A deafening sound, silence, then another crash
Sukumar Banerjee’s five relatives, including two children aged five and ten years, died in Friday’s mishap.
Sukumar Banerjee’s five relatives, including two children aged five and ten years, died in Friday’s mishap.

They were all in S5, one of the four derailed bogies of Gyaneshwari Express that were crushed by the goods train, but Banerjee was some distance away from them, at one end of the bogie.
That’s why he is alive.
Banerjee (49) along with the family members of his two brothers-in-law was going to attend a sacred thread ceremony of another relative in Rourkela.
While Banerjee is a resident of Nadia district, his relatives were from Domkol in West Bengal’s Murshidabad district.
“My younger brother-in-law had booked all their tickets in April while I booked it in May. This made the difference,” he said. “While they got their berths together I was separated. Their berths were from 33 to 36, while mine was 63,” Banerjee said, with bleary eyes. “They are all dead.”
Like most other passengers they had gone to sleep before 12am. Around 12.35 am, the train reached Kharagpur. Everything seemed normal.
Around 1.15 am, Banerjee heard a loud sound and fell off his seat. “I could feel that the train had turned on its side and was dragging along the tracks,” he said.
Passengers screamed for help.
The bogie dragged for what seemed like a couple of minutes before it came to a halt, he said.
Then, a few seconds of silence, Banerjee recalled.
“A little later we heard another loud sound and the bogie shook violently. It then started to be dragged again,” he said, describing the moment when the goods train ran over the bogies. “We could feel that it was being pushed by something, and something was smashing through all barriers to advance towards my berth,” he said.
It was after many more minutes that he would start counting those he had lost.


#### [Exercise]
Repeat only the lines between the one with "Image is 644x298 pixels." and the end of the material below, both ends included. Omit any picture.
+++ Records shown
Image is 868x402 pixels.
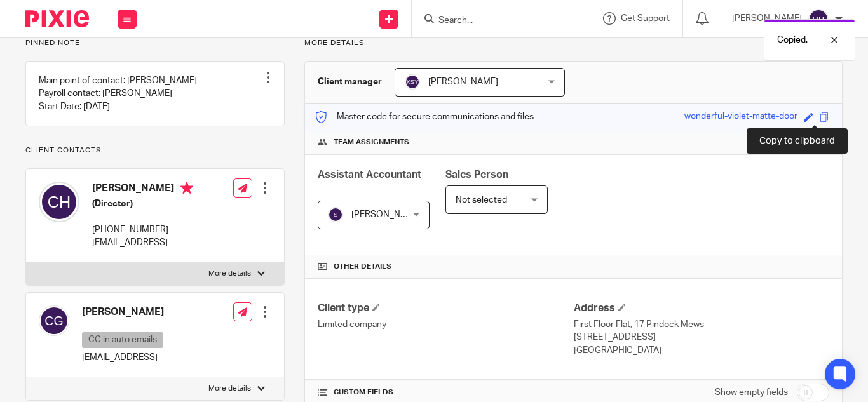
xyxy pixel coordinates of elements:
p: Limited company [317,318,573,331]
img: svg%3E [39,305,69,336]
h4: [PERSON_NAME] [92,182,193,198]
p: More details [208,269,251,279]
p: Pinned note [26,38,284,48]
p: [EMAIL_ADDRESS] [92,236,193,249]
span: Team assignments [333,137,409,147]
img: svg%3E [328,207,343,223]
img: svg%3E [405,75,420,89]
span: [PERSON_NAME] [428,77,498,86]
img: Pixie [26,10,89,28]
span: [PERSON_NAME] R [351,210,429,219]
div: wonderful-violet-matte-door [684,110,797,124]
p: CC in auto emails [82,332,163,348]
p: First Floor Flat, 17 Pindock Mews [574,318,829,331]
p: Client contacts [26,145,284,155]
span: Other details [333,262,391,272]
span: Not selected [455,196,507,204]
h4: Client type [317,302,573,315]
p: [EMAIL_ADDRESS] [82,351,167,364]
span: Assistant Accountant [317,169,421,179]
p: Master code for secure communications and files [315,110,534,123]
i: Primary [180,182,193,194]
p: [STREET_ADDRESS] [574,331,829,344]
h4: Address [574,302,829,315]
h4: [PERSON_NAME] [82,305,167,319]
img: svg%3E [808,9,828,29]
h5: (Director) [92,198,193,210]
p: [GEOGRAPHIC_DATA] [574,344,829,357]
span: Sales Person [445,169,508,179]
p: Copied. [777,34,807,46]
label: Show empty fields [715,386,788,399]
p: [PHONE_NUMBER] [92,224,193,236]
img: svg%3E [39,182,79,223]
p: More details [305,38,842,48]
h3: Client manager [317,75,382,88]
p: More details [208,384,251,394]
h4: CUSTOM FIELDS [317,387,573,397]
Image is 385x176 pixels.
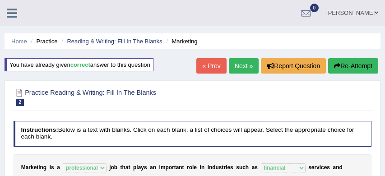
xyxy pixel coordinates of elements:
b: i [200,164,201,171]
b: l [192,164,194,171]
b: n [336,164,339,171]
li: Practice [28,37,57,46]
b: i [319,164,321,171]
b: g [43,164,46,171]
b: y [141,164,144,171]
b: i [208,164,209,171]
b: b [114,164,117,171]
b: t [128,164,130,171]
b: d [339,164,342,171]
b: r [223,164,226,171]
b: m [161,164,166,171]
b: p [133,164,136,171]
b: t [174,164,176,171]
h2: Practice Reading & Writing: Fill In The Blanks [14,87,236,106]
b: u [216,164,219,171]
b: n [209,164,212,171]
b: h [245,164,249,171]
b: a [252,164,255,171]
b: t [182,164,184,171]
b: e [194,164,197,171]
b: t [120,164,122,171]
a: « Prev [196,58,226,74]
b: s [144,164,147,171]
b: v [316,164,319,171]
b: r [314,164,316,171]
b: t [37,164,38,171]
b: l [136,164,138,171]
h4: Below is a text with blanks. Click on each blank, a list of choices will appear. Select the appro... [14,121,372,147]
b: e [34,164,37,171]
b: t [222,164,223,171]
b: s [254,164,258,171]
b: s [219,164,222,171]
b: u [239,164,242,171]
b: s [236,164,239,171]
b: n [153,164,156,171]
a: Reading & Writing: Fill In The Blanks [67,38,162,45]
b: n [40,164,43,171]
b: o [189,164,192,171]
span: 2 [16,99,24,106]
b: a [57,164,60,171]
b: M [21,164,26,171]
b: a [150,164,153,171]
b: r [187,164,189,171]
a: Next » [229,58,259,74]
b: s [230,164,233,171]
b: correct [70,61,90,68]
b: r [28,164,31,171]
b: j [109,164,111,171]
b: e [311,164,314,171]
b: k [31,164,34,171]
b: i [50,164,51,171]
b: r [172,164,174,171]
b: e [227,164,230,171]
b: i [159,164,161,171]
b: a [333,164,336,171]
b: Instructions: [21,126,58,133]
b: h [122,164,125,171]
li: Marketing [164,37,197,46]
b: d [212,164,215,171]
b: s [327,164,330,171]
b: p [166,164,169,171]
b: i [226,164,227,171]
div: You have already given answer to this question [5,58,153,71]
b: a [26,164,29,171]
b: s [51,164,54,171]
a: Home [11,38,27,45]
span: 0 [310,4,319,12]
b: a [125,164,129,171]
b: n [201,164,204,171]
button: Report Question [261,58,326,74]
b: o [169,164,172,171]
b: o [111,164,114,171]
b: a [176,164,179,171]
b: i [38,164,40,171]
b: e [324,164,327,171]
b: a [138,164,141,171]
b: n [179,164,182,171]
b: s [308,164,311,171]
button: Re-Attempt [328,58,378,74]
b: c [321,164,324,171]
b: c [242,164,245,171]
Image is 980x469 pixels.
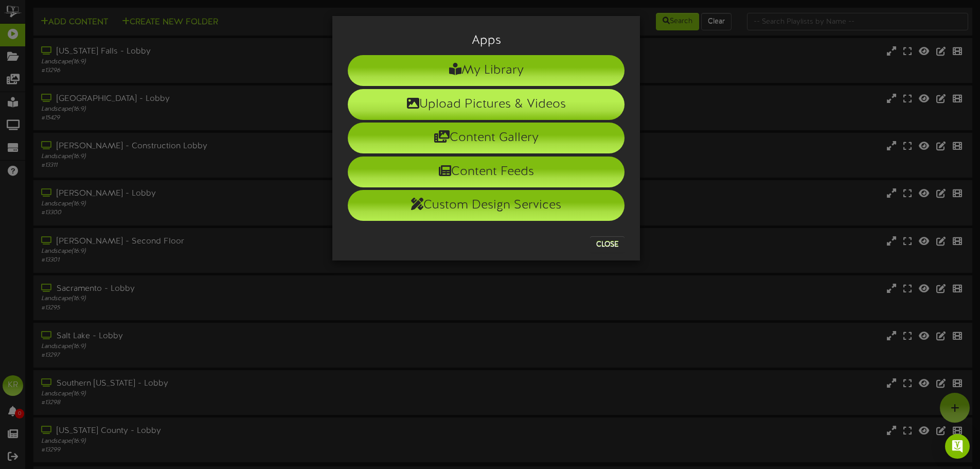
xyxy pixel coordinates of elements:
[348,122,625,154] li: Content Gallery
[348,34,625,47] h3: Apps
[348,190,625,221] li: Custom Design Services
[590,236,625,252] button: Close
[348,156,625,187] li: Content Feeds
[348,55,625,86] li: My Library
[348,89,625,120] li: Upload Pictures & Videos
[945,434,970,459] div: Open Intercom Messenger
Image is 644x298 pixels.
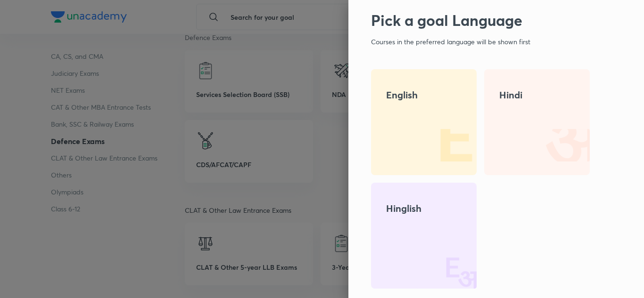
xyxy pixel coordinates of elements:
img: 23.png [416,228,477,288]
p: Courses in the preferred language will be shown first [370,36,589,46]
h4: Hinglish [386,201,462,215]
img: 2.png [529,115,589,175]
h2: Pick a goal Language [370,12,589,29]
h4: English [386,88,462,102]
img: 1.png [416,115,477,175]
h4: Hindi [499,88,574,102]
++++++
#### [Solution to this problem]
Image is 644x298 pixels.
xyxy pixel coordinates of elements:
img: 23.png [416,228,477,288]
p: Courses in the preferred language will be shown first [370,36,589,46]
h4: Hinglish [386,201,462,215]
img: 2.png [529,115,589,175]
h2: Pick a goal Language [370,12,589,29]
h4: English [386,88,462,102]
img: 1.png [416,115,477,175]
h4: Hindi [499,88,574,102]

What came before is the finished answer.